Europe/Lisbon
Online

Jennifer Israelsson and Helga Kristín Ólafsdóttir, University of Reading and Gothenburg University/Chalmers

Rainfall Extremes

In this theme session, two speakers will share their work regarding the extreme aspects of rainfall phenomena, in smaller 25-min presentations.

TALK 1: Jennifer Israelsson (University of Reading)

Estimating the dependence structure for extreme tropical rainfall; many issues and some success.
Abstract:

A great deal of research has been done on rainfall extremes over Europe and the US both in a univariate and bivariate setting thanks to the availability of high-quality data. There has however been very limited amount of work done over Africa, and close to none in a multivariate setting, due to the general lack of rain gauge observations and the poor performance of weather models. In this talk, I will present some of my PhD work on estimating the dependence structure in extreme daily rainfall over west Africa and how this connects with the monsoon cycle. I will also talk about some of the many issues and limitations we faced and how some of these might be addressed.
Bio:
Jennifer Israelsson is a postdoctoral researcher at the University of Reading where she currently works on creating risk scenarios for local hospitals by translating regional climate projections to admissions at a hospital level. Her PhD was in the intersection of Statistics and Meteorology and focused on developing new methods to estimate dependence structures in daily tropical rainfall, and the application of those to better understand differences between rainfall intensities.

TALK 2: Helga Kristín Ólafsdóttir (Gothenburg University/Chalmers)

Frequency changes in extreme rainfall in the Northeastern USA
Abstract:

Extreme daily rainfall can increase with the individual extreme rainfalls becoming more frequent, more intense, or both more intense and more frequent. Based on the Generalized Extreme Value (GEV) distribution for annual maxima series and the General Pareto (GP) distribution for exceedances over threshold for the partial duration series, we develop a new statistical extreme value model, the PGEV model, allowing the use of high quality annual maximum series data instead of less well-checked daily data to estimate trends in intensity and frequency separately. The method is applied to annual maxima data from the NOAA Atlas 14, Volume 10. With increasing mean temperature, the frequency of extreme rainfall events increases as mean temperature increases while the distribution of the intensities of individual extreme rainfall events remains constant in the Northeastern US. We also study three other large areas in the contiguous US, the Midwest, the Southeast, and Texas, where similar but weaker trends than those in the Northeast are found.
Bio:
Helga is a PhD student at Gothenburg University/Chalmers in Applied Mathematics and Statistics with focus on modelling and model evaluation of extremes with applications on extreme rainfall under climate change.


TASK REQUIREMENTS: The expected output is every entry, repeated word for word.

------------

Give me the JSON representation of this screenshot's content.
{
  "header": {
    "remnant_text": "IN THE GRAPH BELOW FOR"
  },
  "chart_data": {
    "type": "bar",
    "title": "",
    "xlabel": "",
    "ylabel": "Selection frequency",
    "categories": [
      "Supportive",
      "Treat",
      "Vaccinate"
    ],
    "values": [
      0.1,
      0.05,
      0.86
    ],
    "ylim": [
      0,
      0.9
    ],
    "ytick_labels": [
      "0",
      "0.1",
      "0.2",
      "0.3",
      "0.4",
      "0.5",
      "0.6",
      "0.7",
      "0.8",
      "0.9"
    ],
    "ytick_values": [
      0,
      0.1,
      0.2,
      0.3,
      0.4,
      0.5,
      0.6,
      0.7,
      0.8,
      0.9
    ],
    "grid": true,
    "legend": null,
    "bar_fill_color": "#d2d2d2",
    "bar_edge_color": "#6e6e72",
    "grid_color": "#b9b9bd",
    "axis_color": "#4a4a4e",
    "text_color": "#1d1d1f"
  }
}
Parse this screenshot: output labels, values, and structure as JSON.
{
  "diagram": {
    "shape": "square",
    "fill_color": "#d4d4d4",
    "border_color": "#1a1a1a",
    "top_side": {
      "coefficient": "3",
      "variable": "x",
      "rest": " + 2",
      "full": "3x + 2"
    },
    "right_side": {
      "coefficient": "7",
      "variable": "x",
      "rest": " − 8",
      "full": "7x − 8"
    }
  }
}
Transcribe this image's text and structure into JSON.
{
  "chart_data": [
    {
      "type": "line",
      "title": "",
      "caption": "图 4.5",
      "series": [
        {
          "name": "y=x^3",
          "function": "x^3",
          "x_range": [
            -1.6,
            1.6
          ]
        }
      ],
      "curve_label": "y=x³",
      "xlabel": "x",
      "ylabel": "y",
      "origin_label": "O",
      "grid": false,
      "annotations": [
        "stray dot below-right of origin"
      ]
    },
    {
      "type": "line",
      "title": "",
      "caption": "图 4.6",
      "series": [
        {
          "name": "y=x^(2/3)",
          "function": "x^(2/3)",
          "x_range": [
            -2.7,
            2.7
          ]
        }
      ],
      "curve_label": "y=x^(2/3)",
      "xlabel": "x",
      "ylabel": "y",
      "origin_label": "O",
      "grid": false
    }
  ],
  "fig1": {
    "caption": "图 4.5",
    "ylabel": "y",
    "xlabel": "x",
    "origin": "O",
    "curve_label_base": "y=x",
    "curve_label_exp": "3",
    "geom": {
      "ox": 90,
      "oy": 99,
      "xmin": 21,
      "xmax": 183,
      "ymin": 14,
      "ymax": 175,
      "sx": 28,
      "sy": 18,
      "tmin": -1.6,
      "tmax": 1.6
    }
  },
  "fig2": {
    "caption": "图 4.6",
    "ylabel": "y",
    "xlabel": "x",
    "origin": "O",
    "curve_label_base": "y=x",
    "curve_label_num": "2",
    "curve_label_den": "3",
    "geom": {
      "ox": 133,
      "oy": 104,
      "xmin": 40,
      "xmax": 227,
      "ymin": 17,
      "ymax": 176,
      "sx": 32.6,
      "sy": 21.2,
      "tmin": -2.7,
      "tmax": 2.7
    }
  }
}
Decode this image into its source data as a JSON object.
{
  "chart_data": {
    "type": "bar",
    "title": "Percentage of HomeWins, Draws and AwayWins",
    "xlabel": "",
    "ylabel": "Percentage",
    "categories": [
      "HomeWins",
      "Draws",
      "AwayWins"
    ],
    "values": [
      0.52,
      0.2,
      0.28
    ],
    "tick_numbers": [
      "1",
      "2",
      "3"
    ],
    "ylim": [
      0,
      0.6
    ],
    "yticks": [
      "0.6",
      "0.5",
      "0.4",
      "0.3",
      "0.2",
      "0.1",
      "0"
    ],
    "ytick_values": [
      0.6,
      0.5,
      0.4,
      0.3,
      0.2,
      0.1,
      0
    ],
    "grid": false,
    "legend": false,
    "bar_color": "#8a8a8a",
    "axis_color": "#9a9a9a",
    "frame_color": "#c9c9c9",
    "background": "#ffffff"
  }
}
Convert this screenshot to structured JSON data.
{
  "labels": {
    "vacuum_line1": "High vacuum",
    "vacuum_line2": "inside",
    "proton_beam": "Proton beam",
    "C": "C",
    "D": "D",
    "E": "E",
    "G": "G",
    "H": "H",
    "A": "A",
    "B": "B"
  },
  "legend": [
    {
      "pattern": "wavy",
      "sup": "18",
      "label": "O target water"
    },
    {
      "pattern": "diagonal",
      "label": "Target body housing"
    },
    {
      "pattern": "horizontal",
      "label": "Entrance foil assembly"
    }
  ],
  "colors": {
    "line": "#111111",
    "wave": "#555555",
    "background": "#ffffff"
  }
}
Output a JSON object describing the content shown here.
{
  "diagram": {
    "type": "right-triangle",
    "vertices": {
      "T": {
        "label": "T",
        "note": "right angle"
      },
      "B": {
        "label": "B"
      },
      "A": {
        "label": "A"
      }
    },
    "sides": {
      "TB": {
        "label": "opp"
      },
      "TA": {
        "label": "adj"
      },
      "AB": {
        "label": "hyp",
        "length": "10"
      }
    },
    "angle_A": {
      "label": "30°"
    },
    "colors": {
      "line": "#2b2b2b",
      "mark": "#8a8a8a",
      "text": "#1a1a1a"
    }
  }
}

------------

SOLUTION FOR THIS TASK:
Give me the JSON representation of this screenshot's content.
{
  "header": {
    "remnant_text": "IN THE GRAPH BELOW FOR"
  },
  "chart_data": {
    "type": "bar",
    "title": "",
    "xlabel": "",
    "ylabel": "Selection frequency",
    "categories": [
      "Supportive",
      "Treat",
      "Vaccinate"
    ],
    "values": [
      0.1,
      0.05,
      0.86
    ],
    "ylim": [
      0,
      0.9
    ],
    "ytick_labels": [
      "0",
      "0.1",
      "0.2",
      "0.3",
      "0.4",
      "0.5",
      "0.6",
      "0.7",
      "0.8",
      "0.9"
    ],
    "ytick_values": [
      0,
      0.1,
      0.2,
      0.3,
      0.4,
      0.5,
      0.6,
      0.7,
      0.8,
      0.9
    ],
    "grid": true,
    "legend": null,
    "bar_fill_color": "#d2d2d2",
    "bar_edge_color": "#6e6e72",
    "grid_color": "#b9b9bd",
    "axis_color": "#4a4a4e",
    "text_color": "#1d1d1f"
  }
}
Parse this screenshot: output labels, values, and structure as JSON.
{
  "diagram": {
    "shape": "square",
    "fill_color": "#d4d4d4",
    "border_color": "#1a1a1a",
    "top_side": {
      "coefficient": "3",
      "variable": "x",
      "rest": " + 2",
      "full": "3x + 2"
    },
    "right_side": {
      "coefficient": "7",
      "variable": "x",
      "rest": " − 8",
      "full": "7x − 8"
    }
  }
}
Transcribe this image's text and structure into JSON.
{
  "chart_data": [
    {
      "type": "line",
      "title": "",
      "caption": "图 4.5",
      "series": [
        {
          "name": "y=x^3",
          "function": "x^3",
          "x_range": [
            -1.6,
            1.6
          ]
        }
      ],
      "curve_label": "y=x³",
      "xlabel": "x",
      "ylabel": "y",
      "origin_label": "O",
      "grid": false,
      "annotations": [
        "stray dot below-right of origin"
      ]
    },
    {
      "type": "line",
      "title": "",
      "caption": "图 4.6",
      "series": [
        {
          "name": "y=x^(2/3)",
          "function": "x^(2/3)",
          "x_range": [
            -2.7,
            2.7
          ]
        }
      ],
      "curve_label": "y=x^(2/3)",
      "xlabel": "x",
      "ylabel": "y",
      "origin_label": "O",
      "grid": false
    }
  ],
  "fig1": {
    "caption": "图 4.5",
    "ylabel": "y",
    "xlabel": "x",
    "origin": "O",
    "curve_label_base": "y=x",
    "curve_label_exp": "3",
    "geom": {
      "ox": 90,
      "oy": 99,
      "xmin": 21,
      "xmax": 183,
      "ymin": 14,
      "ymax": 175,
      "sx": 28,
      "sy": 18,
      "tmin": -1.6,
      "tmax": 1.6
    }
  },
  "fig2": {
    "caption": "图 4.6",
    "ylabel": "y",
    "xlabel": "x",
    "origin": "O",
    "curve_label_base": "y=x",
    "curve_label_num": "2",
    "curve_label_den": "3",
    "geom": {
      "ox": 133,
      "oy": 104,
      "xmin": 40,
      "xmax": 227,
      "ymin": 17,
      "ymax": 176,
      "sx": 32.6,
      "sy": 21.2,
      "tmin": -2.7,
      "tmax": 2.7
    }
  }
}
Decode this image into its source data as a JSON object.
{
  "chart_data": {
    "type": "bar",
    "title": "Percentage of HomeWins, Draws and AwayWins",
    "xlabel": "",
    "ylabel": "Percentage",
    "categories": [
      "HomeWins",
      "Draws",
      "AwayWins"
    ],
    "values": [
      0.52,
      0.2,
      0.28
    ],
    "tick_numbers": [
      "1",
      "2",
      "3"
    ],
    "ylim": [
      0,
      0.6
    ],
    "yticks": [
      "0.6",
      "0.5",
      "0.4",
      "0.3",
      "0.2",
      "0.1",
      "0"
    ],
    "ytick_values": [
      0.6,
      0.5,
      0.4,
      0.3,
      0.2,
      0.1,
      0
    ],
    "grid": false,
    "legend": false,
    "bar_color": "#8a8a8a",
    "axis_color": "#9a9a9a",
    "frame_color": "#c9c9c9",
    "background": "#ffffff"
  }
}
Convert this screenshot to structured JSON data.
{
  "labels": {
    "vacuum_line1": "High vacuum",
    "vacuum_line2": "inside",
    "proton_beam": "Proton beam",
    "C": "C",
    "D": "D",
    "E": "E",
    "G": "G",
    "H": "H",
    "A": "A",
    "B": "B"
  },
  "legend": [
    {
      "pattern": "wavy",
      "sup": "18",
      "label": "O target water"
    },
    {
      "pattern": "diagonal",
      "label": "Target body housing"
    },
    {
      "pattern": "horizontal",
      "label": "Entrance foil assembly"
    }
  ],
  "colors": {
    "line": "#111111",
    "wave": "#555555",
    "background": "#ffffff"
  }
}
Output a JSON object describing the content shown here.
{
  "diagram": {
    "type": "right-triangle",
    "vertices": {
      "T": {
        "label": "T",
        "note": "right angle"
      },
      "B": {
        "label": "B"
      },
      "A": {
        "label": "A"
      }
    },
    "sides": {
      "TB": {
        "label": "opp"
      },
      "TA": {
        "label": "adj"
      },
      "AB": {
        "label": "hyp",
        "length": "10"
      }
    },
    "angle_A": {
      "label": "30°"
    },
    "colors": {
      "line": "#2b2b2b",
      "mark": "#8a8a8a",
      "text": "#1a1a1a"
    }
  }
}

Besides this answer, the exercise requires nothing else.